Pay rise for nurses that matches inflation now seen as a ‘political choice’ after mini budget gave tax cuts to highest earners
Chancellor Kwasi Kwarteng at the door of 10 Downing Street

Pay rise for nurses that matches inflation now seen as a ‘political choice’ after mini budget gave tax cuts to highest earners

Chancellor Kwasi Kwarteng at the door of 10 Downing Street
Chancellor Kwasi Kwarteng Picture: Alamy

The government has faced a fierce backlash over last week’s mini budget, with many suggesting it can no longer argue against a pay rise for nurses.

Unions say any decision to deny public sector workers a pay rise that matches inflation is now a ‘political choice’ while others accuse the government of failing to protect such workers.

The government has long argued that a higher pay rise for nurses and other public sector workers would trigger inflation but many have said the argument no longer stands after chancellor Kwasi Kwarteng scrapped the top rate of income tax of 45% for high earners last week.

Argument that government could not afford a pay rise for nurses lambasted on social media

The decision sparked anger on social media, and it was no longer confined to just those within the nursing community. Some suggested prime minister Liz Truss would be ‘laughed out of town’ if she suggested the government still could not afford a pay rise for nurses.

The new chancellor’s first budgetary measures resulted in the pound plummeting and warnings that the financial package would give ‘billions to bankers and nothing to nurses’.

RCN general secretary Pat Cullen said: ‘The injustice is frightening. There are nursing staff being forced to use food banks and others having to leave the profession altogether because they simply cannot afford to be a nurse, something that is putting patients at risk.

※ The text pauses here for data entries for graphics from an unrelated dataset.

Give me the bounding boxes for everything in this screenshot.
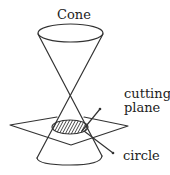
circle-label: circle — [123, 148, 160, 163]
cone-label: Cone — [57, 7, 91, 22]
cutting-plane-label-line2: plane — [124, 100, 161, 115]
cone-bottom-arc — [37, 156, 102, 165]
circle-leader-dot — [112, 152, 115, 155]
diagram-svg: Cone — [0, 0, 170, 175]
cone-top-ellipse — [38, 24, 103, 42]
cutting-plane-label-line1: cutting — [124, 86, 170, 101]
conic-section-diagram: Cone — [0, 0, 170, 175]
cutting-plane-leader-dot — [99, 108, 102, 111]
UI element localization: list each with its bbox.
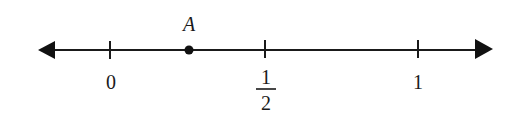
tick-label-0: 0 [106, 71, 116, 93]
right-arrow-icon [475, 39, 493, 59]
tick-label-1: 1 [413, 71, 423, 93]
number-line-figure: 0 1 2 1 A [0, 0, 512, 121]
left-arrow-icon [38, 41, 55, 59]
point-a [185, 46, 194, 55]
tick-label-half-denominator: 2 [261, 92, 271, 114]
point-a-label: A [181, 13, 196, 35]
tick-label-half-numerator: 1 [261, 66, 271, 88]
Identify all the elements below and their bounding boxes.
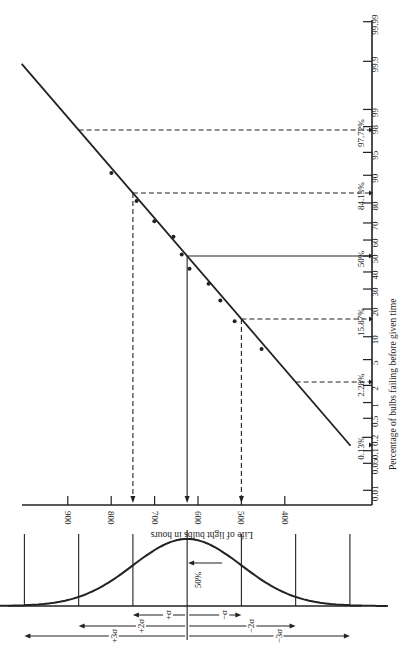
hours-tick-label: 600	[193, 511, 203, 525]
sigma-label-plus: +2σ	[136, 619, 146, 634]
data-point	[260, 347, 264, 351]
percent-tick-label: 99.99	[370, 14, 380, 35]
percent-axis-title: Percentage of bulbs failing before given…	[388, 299, 398, 470]
probability-plot-chart: 900800700600500400 0.010.050.10.20.51251…	[0, 0, 412, 648]
arrowhead-left-icon	[133, 613, 139, 618]
fit-line	[22, 64, 351, 446]
data-point	[180, 252, 184, 256]
percent-tick-label: 0.01	[370, 485, 380, 501]
data-point	[218, 298, 222, 302]
arrowhead-left-icon	[188, 561, 194, 566]
percent-tick-label: 80	[370, 201, 380, 211]
hours-axis-title: Life of light bulbs in hours	[151, 530, 253, 540]
axes-group	[22, 20, 372, 505]
data-point	[188, 267, 192, 271]
percent-tick-label: 5	[370, 360, 380, 365]
percent-tick-label: 1	[370, 403, 380, 408]
reference-line-label: 97.72%	[356, 119, 366, 147]
arrowhead-left-icon	[24, 634, 30, 639]
arrowhead-down-icon	[239, 496, 244, 503]
data-point	[135, 199, 139, 203]
reference-line-label: 50%	[356, 250, 366, 267]
arrowhead-down-icon	[185, 496, 190, 503]
percent-tick-label: 0.1	[370, 448, 380, 459]
percent-tick-label: 20	[370, 307, 380, 317]
data-point	[233, 319, 237, 323]
hours-tick-label: 700	[150, 511, 160, 525]
percent-tick-label: 40	[370, 270, 380, 280]
hours-tick-label: 400	[280, 511, 290, 525]
fifty-percent-label: 50%	[193, 571, 203, 588]
percent-tick-label: 70	[370, 221, 380, 231]
data-point	[109, 171, 113, 175]
arrowhead-right-icon	[344, 634, 350, 639]
arrowhead-right-icon	[290, 624, 296, 629]
hours-tick-label: 800	[106, 511, 116, 525]
percent-tick-label: 0.05	[370, 458, 380, 474]
percent-tick-label: 90	[370, 173, 380, 183]
normal-curve-group: 50%+σ−σ+2σ−2σ+3σ−3σ	[0, 530, 388, 643]
reference-line-label: 15.87%	[356, 308, 366, 336]
hours-ticks-group: 900800700600500400	[63, 496, 290, 525]
percent-tick-label: 10	[370, 335, 380, 345]
sigma-label-plus: +σ	[163, 610, 173, 620]
percent-tick-label: 30	[370, 287, 380, 297]
sigma-label-minus: −2σ	[246, 619, 256, 634]
percent-tick-label: 99.9	[370, 56, 380, 72]
percent-tick-label: 2	[370, 386, 380, 391]
reference-line-label: 0.13%	[356, 436, 366, 460]
arrowhead-left-icon	[79, 624, 85, 629]
arrowhead-right-icon	[235, 613, 241, 618]
sigma-label-plus: +3σ	[109, 629, 119, 644]
arrowhead-down-icon	[130, 496, 135, 503]
data-point	[171, 235, 175, 239]
hours-tick-label: 900	[63, 511, 73, 525]
data-point	[207, 282, 211, 286]
data-point	[152, 219, 156, 223]
sigma-label-minus: −σ	[219, 610, 229, 620]
percent-tick-label: 60	[370, 238, 380, 248]
reference-lines-group: 97.72%84.13%50%15.87%2.28%0.13%	[79, 119, 373, 503]
percent-tick-label: 99	[370, 107, 380, 117]
reference-line-label: 84.13%	[356, 182, 366, 210]
percent-tick-label: 95	[370, 150, 380, 160]
sigma-label-minus: −3σ	[274, 629, 284, 644]
percent-tick-label: 0.5	[370, 415, 380, 427]
reference-line-label: 2.28%	[356, 373, 366, 397]
hours-tick-label: 500	[236, 511, 246, 525]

Move comes just before RCN ballots members on industrial action over pay

‘A lifetime of service must never mean a lifetime of poverty but the government seems determined to ignore the calls of nursing staff for fair pay, claiming they can’t afford it. Yet they’re able to cut the tax of the super wealthy.’

Unison head of health Sara Gorton said nurses and other healthcare staff would continue to leave the profession if pay was not put right.

She said: ‘It’s a political choice not to invest in the NHS and the people that work in it. Putting pay right would help stop nurses and other health workers from leaving for more lucrative and less stressful work elsewhere.’

The RCN is set to ballot its members on whether to take industrial action on pay from 6 October, with more than 300,000 members in England, Wales, Scotland and Northern Ireland expected to take part.